In keeping with the sparseness of the film's visual style and musical score, the plot (like the plots of many B pictures) is straightforward. Claude wants money to buy a house on the Ohio river, for both him and (he claims) his girlfriend. We never see the girlfriend, and later events in the film call into question whether she actually exists. He gets a job as a contract killer, and we see him carry out three different hits in quick succession. This earns him the big job--the one that will give him all the money he needs. Travel from New York to Los Angeles and take out the key witness in a trial against his boss.

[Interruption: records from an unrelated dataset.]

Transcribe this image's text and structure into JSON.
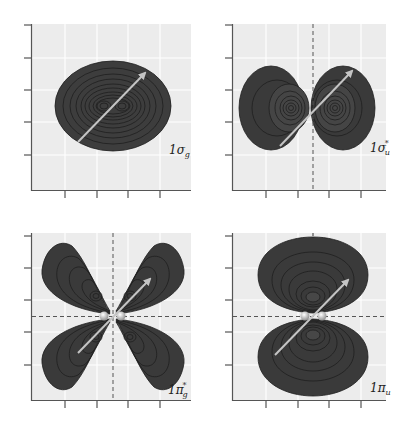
{
  "figure": {
    "panels": [
      {
        "id": "1sigma_g",
        "label_main": "1σ",
        "label_sub": "g",
        "label_sup": "",
        "nodal_vertical": false,
        "nodal_horizontal": false,
        "nuclei": false
      },
      {
        "id": "1sigma_u_star",
        "label_main": "1σ",
        "label_sub": "u",
        "label_sup": "*",
        "nodal_vertical": true,
        "nodal_horizontal": false,
        "nuclei": false
      },
      {
        "id": "1pi_g_star",
        "label_main": "1π",
        "label_sub": "g",
        "label_sup": "*",
        "nodal_vertical": true,
        "nodal_horizontal": true,
        "nuclei": true
      },
      {
        "id": "1pi_u",
        "label_main": "1π",
        "label_sub": "u",
        "label_sup": "",
        "nodal_vertical": false,
        "nodal_horizontal": true,
        "nuclei": true
      }
    ],
    "colors": {
      "panel_bg": "#ececec",
      "grid": "#ffffff",
      "lobe": "#3c3c3c",
      "contour": "#1a1a1a",
      "arrow": "#bdbdbd",
      "axis": "#555555",
      "nodal": "#555555"
    }
  },
  "labels": {
    "p1": {
      "main": "1σ",
      "sub": "g",
      "sup": ""
    },
    "p2": {
      "main": "1σ",
      "sub": "u",
      "sup": "*"
    },
    "p3": {
      "main": "1π",
      "sub": "g",
      "sup": "*"
    },
    "p4": {
      "main": "1π",
      "sub": "u",
      "sup": ""
    }
  }
}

There's only one problem--the target is a woman.

The moment that Claude discovers this is the first moment we see a crack in his cool, calculating demeanor. See, Claude doesn't adhere to a moral code, at least not in the typical sense; he believes the in survival of the fittest. There's a reason that Marc keeps calling him Superman throughout the film, and it has nothing to do with Clark Kent's alter ego. In Nietzschean philosophy, the Superman is a man who sees through the artificial constructions of morality and operates on a higher plane of reality--he does what he wants, takes what he wants, and achieves what he wants, because he's not bound by socially constructed norms of right and wrong. Claude spells this out when he gives what George calls an "educational" speech to him and Marc about the freedom that his philosophy gives him and when he eviscerates the incompetent waiter at his hotel for failing to do his job correctly. He believes in doing a perfect job, not letting emotions get in the way, and getting paid, and that's all--morality has nothing to do with the actions required by the job.

However, women throw a monkey wrench into his plans. He doesn't like them, see? He doesn't like their unpredictability, their lack of patterned behavior. He knows how men operate--he's always one step ahead of his handlers, who can't control him in any meaningful way. But when women get involved, he loses his cool, and just like Raskolnikov, the protagonist from Dostoyevsky's Crime and Punishment, who also fancied himself a Superman but failed to rise above the conventional morality of those around him and become someone who could take at will whatever he wanted (including another human life), Claude eventually finds out that he can't be a morally autonomous Superman. He’s killed many men, but can he kill a woman? The final image of the film is a fitting end to a starkly shot and sparsely populated film, in that it perfectly encapsulates Claude's failure to rise above the morality that he ultimately cannot simply cast aside.